If the Library of Alexandria was the emblem of our ambition of omniscience, the Web is the emblem of our ambition of omnipresence; the library that contained everything has become the library that contains anything.
In my fool hardy youth, when my friends were dreaming of heroic deeds in the realms of engineering and law, finance and national politics, I dreamt of becoming a librarian.
A writer stops writing the moment he or she puts the last full stop to their text, and at that point the book is in limbo and doesn't come to life until the reader picks it up and the reader flips the pages.
As readers, we are seldom interested in the fine sentiments of a lesson learnt; we seldom care about the good manners of morals. Repentance puts an end to conversation; forgiveness becomes the stuff of moralistic tracts. Revenge - bloodthirsty, justice-hungry revenge - is the very essence of romance, lying at the heart of much of the best fiction.
I wanted to live among books.
Readers, censors know, are defined by the books they read.
Most readers, then and now, have at some time experienced the humiliation of being told that their occupation is reprehensible.
Unicorns, dragons, witches may be creatures conjured up in dreams, but on the page their needs, joys, anguishes, and redemptions should be just as true as those of Madame Bovary or Martin Chuzzlewit.
We can imagine the books we'd like to read, even if they have not yet been written, and we can imagine libraries full of books we would like to possess, even if they are well beyond our reacher, because we enjoy dreaming up a library that reflects every one of our interests and every one of our foibles--a library that, in its variety and complexity, fully reflects the reader we are.
If justice takes place, there may be hope, even in the face of a seemingly capricious divinity.
Socrates affirmed that only that which the reader already knows can be sparked by a reading, and that the knowledge cannot be acquired through dead letters.
If the library in the morning suggests an echo of the severe and reasonable wishful order of the world, the library at night seems to rejoice in the world's essential, joyful muddle.
Reading is at the beginning of the social contract.
A library is an ever-growing entity; it multiples seemingly unaided, it reproduces itself by purchase, theft, borrowings, gifts, by suggesting gaps through association, by demanding completion of sorts.
It has always been my experience that, whatever groupings I choose for my books, the space in which I plan to lodge them necessarily reshapes my choice and, more important, in no time proves too small for them and forces me to change my arrangement. In a library, no empty shelf remains empty for long. Like Nature, libraries abhor a vacuum, and the problem of space is inherent in the very nature of any collection of books.
I like to imagine that, on the day after my last, my library and I will crumble together, so that even when I am no more I'll still be with my books.
But at night, when the library lamps are lit, the outside world disappears and nothing but the space of books remains in existence.
In no way am I demeaning writing or any other form of art because it's popular. What I'm saying is that anything fed into the industrial machinery to comply with rules of size and length and shelf-life has a hard time surviving as art.
At night, here in the library, the ghosts have voices.... The various qualities of my readings seem to permeate my every muscle, so that when I finally decide to turn off the library light, I carry into my sleep the voices and the movements of the book I've just closed.
I had a library of maybe 1,000 books in my room in Buenos Aires. I did have the sense that everything there was organised in the right way. You'll probably think I needed serious psychiatric treatment, but there were times when I would not buy a book because I knew it wouldn't fit one of the categories into which I had divided the library.
I enjoyed learning the poems, but I didn't understand of what use they might possibly be. ‘They'll keep you company on the day you have no books to read,' my teacher said.
It is in the translation that the innocence lost after the first reading is restored under another guise, since the reader is once again faced with a new text and its attendant mystery. That is the inescapable paradox of translation, and also its wealth.
In any of my pages in any of my books may life a perfect account of my secret experience of the world.
As readers, we have gone from learning a precious craft whose secret was held by a jealous few, to taking for granted a skin that has become subordinate to principles of mindless financial profit or mechanical efficiency, a skill for which governments care almost nothing.
Every reader has found charms by which to secure possession of a page that, by magic, becomes as if never read before, fresh and immaculate.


TASK DETAILS |
Filter the lines below, keeping each one that holds "text".
═══ DATA EXTRACTS
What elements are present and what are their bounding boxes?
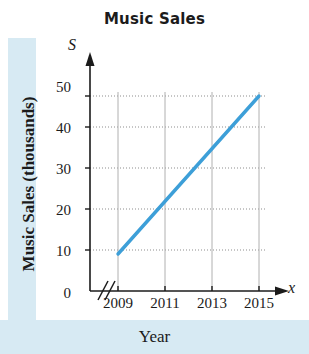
chart-plot-area (0, 0, 309, 354)
y-axis (86, 52, 95, 291)
chart-figure: Music Sales Music Sales (thousands) Year… (0, 0, 309, 354)
data-line-music-sales (118, 96, 259, 254)
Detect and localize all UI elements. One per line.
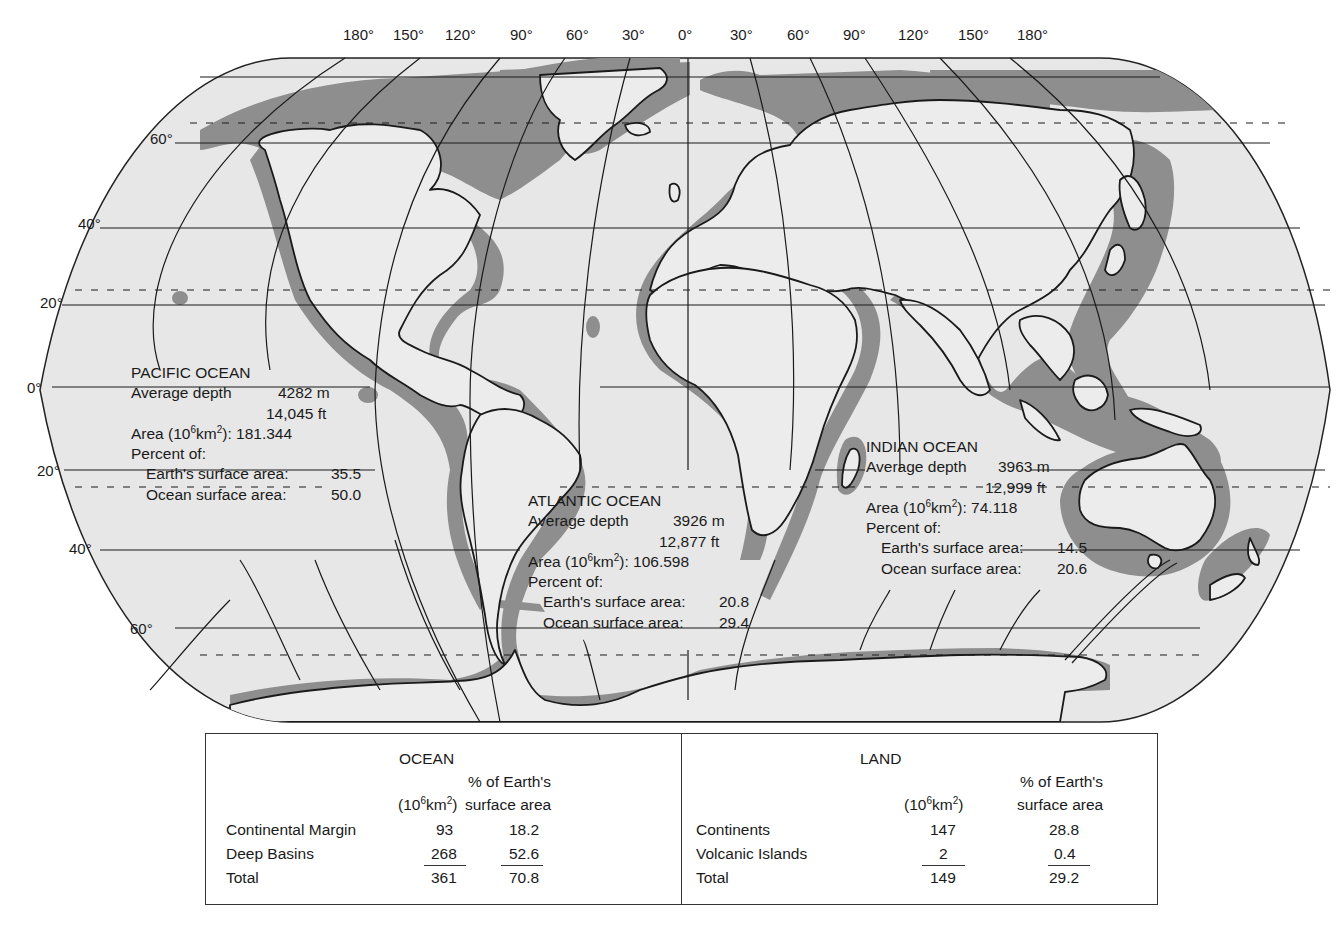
- earth-surface-label: Earth's surface area:: [146, 464, 331, 484]
- row-pct: 0.4: [1054, 846, 1076, 862]
- longitude-label: 180°: [1017, 27, 1048, 42]
- row-pct: 52.6: [509, 846, 539, 862]
- summary-table: OCEAN % of Earth's (106km2) surface area…: [205, 733, 1158, 905]
- row-label: Continents: [696, 822, 770, 838]
- col-area-header: (106km2): [904, 797, 963, 813]
- longitude-label: 120°: [445, 27, 476, 42]
- percent-label: Percent of:: [866, 518, 1087, 538]
- depth-label: Average depth: [528, 511, 673, 531]
- latitude-label-equator: 0°: [27, 380, 41, 395]
- land-title: LAND: [860, 751, 901, 767]
- depth-feet: 12,877 ft: [659, 532, 719, 552]
- sum-rule: [1048, 865, 1090, 866]
- land-summary: LAND % of Earth's (106km2) surface area …: [681, 734, 1157, 904]
- ocean-surface-label: Ocean surface area:: [543, 613, 719, 633]
- depth-meters: 4282 m: [278, 383, 330, 403]
- latitude-label-60s: 60°: [130, 621, 153, 636]
- col-pct-header-1: % of Earth's: [468, 774, 551, 790]
- earth-surface-value: 20.8: [719, 592, 749, 612]
- area-value: Area (106km2): 74.118: [866, 498, 1087, 518]
- percent-label: Percent of:: [528, 572, 749, 592]
- latitude-label-40s: 40°: [69, 541, 92, 556]
- longitude-label: 90°: [843, 27, 866, 42]
- atlantic-ocean-info: ATLANTIC OCEAN Average depth3926 m 12,87…: [528, 491, 749, 633]
- latitude-label-40n: 40°: [78, 216, 101, 231]
- row-pct: 18.2: [509, 822, 539, 838]
- longitude-label: 120°: [898, 27, 929, 42]
- depth-label: Average depth: [131, 383, 278, 403]
- depth-feet: 12,999 ft: [985, 478, 1045, 498]
- row-area: 147: [930, 822, 956, 838]
- row-area: 149: [930, 870, 956, 886]
- longitude-label: 60°: [787, 27, 810, 42]
- col-area-header: (106km2): [398, 797, 457, 813]
- longitude-label: 30°: [730, 27, 753, 42]
- depth-feet: 14,045 ft: [266, 404, 326, 424]
- depth-meters: 3963 m: [998, 457, 1050, 477]
- latitude-label-60n: 60°: [150, 131, 173, 146]
- area-value: Area (106km2): 106.598: [528, 552, 749, 572]
- depth-label: Average depth: [866, 457, 998, 477]
- ocean-surface-value: 20.6: [1057, 559, 1087, 579]
- longitude-label: 30°: [622, 27, 645, 42]
- ocean-surface-value: 50.0: [331, 485, 361, 505]
- row-area: 268: [431, 846, 457, 862]
- pacific-ocean-info: PACIFIC OCEAN Average depth4282 m 14,045…: [131, 363, 361, 505]
- ocean-surface-label: Ocean surface area:: [146, 485, 331, 505]
- longitude-label: 150°: [958, 27, 989, 42]
- sum-rule: [424, 865, 466, 866]
- indian-ocean-info: INDIAN OCEAN Average depth3963 m 12,999 …: [866, 437, 1087, 579]
- ocean-name: ATLANTIC OCEAN: [528, 491, 749, 511]
- ocean-name: INDIAN OCEAN: [866, 437, 1087, 457]
- row-pct: 29.2: [1049, 870, 1079, 886]
- ocean-title: OCEAN: [399, 751, 454, 767]
- row-label: Deep Basins: [226, 846, 314, 862]
- row-label: Volcanic Islands: [696, 846, 807, 862]
- ocean-surface-label: Ocean surface area:: [881, 559, 1057, 579]
- depth-meters: 3926 m: [673, 511, 725, 531]
- col-pct-header-2: surface area: [465, 797, 551, 813]
- ocean-surface-value: 29.4: [719, 613, 749, 633]
- longitude-label: 150°: [393, 27, 424, 42]
- row-pct: 70.8: [509, 870, 539, 886]
- row-area: 2: [939, 846, 948, 862]
- longitude-label: 90°: [510, 27, 533, 42]
- row-area: 361: [431, 870, 457, 886]
- ocean-summary: OCEAN % of Earth's (106km2) surface area…: [206, 734, 681, 904]
- earth-surface-value: 35.5: [331, 464, 361, 484]
- row-label: Total: [226, 870, 259, 886]
- latitude-label-20s: 20°: [37, 463, 60, 478]
- col-pct-header-1: % of Earth's: [1020, 774, 1103, 790]
- col-pct-header-2: surface area: [1017, 797, 1103, 813]
- earth-surface-label: Earth's surface area:: [543, 592, 719, 612]
- ocean-name: PACIFIC OCEAN: [131, 363, 361, 383]
- longitude-label: 0°: [678, 27, 692, 42]
- longitude-label: 180°: [343, 27, 374, 42]
- earth-surface-value: 14.5: [1057, 538, 1087, 558]
- row-pct: 28.8: [1049, 822, 1079, 838]
- row-label: Total: [696, 870, 729, 886]
- earth-surface-label: Earth's surface area:: [881, 538, 1057, 558]
- percent-label: Percent of:: [131, 444, 361, 464]
- row-area: 93: [436, 822, 453, 838]
- sum-rule: [922, 865, 965, 866]
- longitude-label: 60°: [566, 27, 589, 42]
- latitude-label-20n: 20°: [40, 295, 63, 310]
- area-value: Area (106km2): 181.344: [131, 424, 361, 444]
- row-label: Continental Margin: [226, 822, 356, 838]
- sum-rule: [501, 865, 543, 866]
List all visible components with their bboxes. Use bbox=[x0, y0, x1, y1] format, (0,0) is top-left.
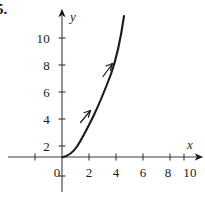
graph-figure: 5. bbox=[0, 0, 205, 199]
y-tick-label-10: 10 bbox=[26, 32, 50, 45]
x-tick-label-6: 6 bbox=[136, 166, 150, 179]
x-tick-label-4: 4 bbox=[109, 166, 123, 179]
exponential-curve bbox=[63, 16, 125, 157]
y-tick-label-4: 4 bbox=[26, 113, 50, 126]
y-tick-label-2: 2 bbox=[26, 140, 50, 153]
y-tick-label-6: 6 bbox=[26, 86, 50, 99]
curve-direction-arrow-lower bbox=[81, 111, 91, 123]
x-tick-label-2: 2 bbox=[82, 166, 96, 179]
y-tick-label-8: 8 bbox=[26, 59, 50, 72]
x-tick-label-8: 8 bbox=[161, 166, 175, 179]
y-axis-label: y bbox=[70, 10, 76, 23]
x-tick-label-0: 0 bbox=[50, 166, 64, 179]
x-tick-label-10: 10 bbox=[180, 166, 200, 179]
x-axis-label: x bbox=[187, 138, 193, 151]
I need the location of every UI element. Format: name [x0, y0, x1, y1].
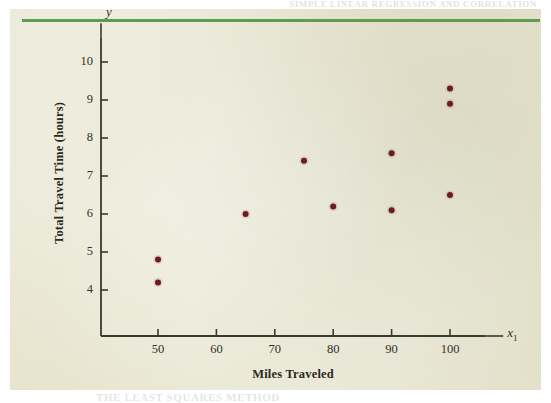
x-axis-tick-label: 60 [196, 342, 236, 357]
data-point [329, 202, 338, 211]
y-axis-tick-label: 10 [65, 54, 93, 69]
data-point [445, 84, 454, 93]
y-axis-title: Total Travel Time (hours) [52, 102, 67, 244]
x-axis-tick-label: 70 [255, 342, 295, 357]
y-axis-tick-label: 5 [65, 244, 93, 259]
y-axis-variable-label: y [106, 9, 112, 20]
scatter-plot: 456789105060708090100yx1Miles TraveledTo… [10, 9, 541, 390]
data-point [153, 255, 162, 264]
data-point [445, 190, 454, 199]
data-point [299, 156, 308, 165]
x-axis-tick-label: 80 [313, 342, 353, 357]
data-point [387, 206, 396, 215]
x-axis-tick-label: 90 [372, 342, 412, 357]
data-point [445, 99, 454, 108]
x-axis-variable-label: x1 [507, 325, 517, 343]
data-point [241, 209, 250, 218]
data-point [387, 149, 396, 158]
bleed-through-header-text: SIMPLE LINEAR REGRESSION AND CORRELATION [289, 0, 537, 9]
x-axis-tick-label: 50 [138, 342, 178, 357]
x-axis-variable-subscript: 1 [513, 333, 518, 343]
y-axis-tick-label: 9 [65, 92, 93, 107]
x-axis-title: Miles Traveled [101, 367, 485, 382]
x-axis-tick-label: 100 [430, 342, 470, 357]
y-axis-tick-label: 7 [65, 168, 93, 183]
y-axis-tick-label: 6 [65, 206, 93, 221]
y-axis-tick-label: 8 [65, 130, 93, 145]
y-axis-tick-label: 4 [65, 282, 93, 297]
bleed-through-footer-text: THE LEAST SQUARES METHOD [96, 391, 280, 403]
figure-panel: 456789105060708090100yx1Miles TraveledTo… [10, 9, 541, 390]
data-point [153, 278, 162, 287]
══════
YOUR SOLUTION |
bleed-through-header-text: SIMPLE LINEAR REGRESSION AND CORRELATION [289, 0, 537, 9]
bleed-through-footer-text: THE LEAST SQUARES METHOD [96, 391, 280, 403]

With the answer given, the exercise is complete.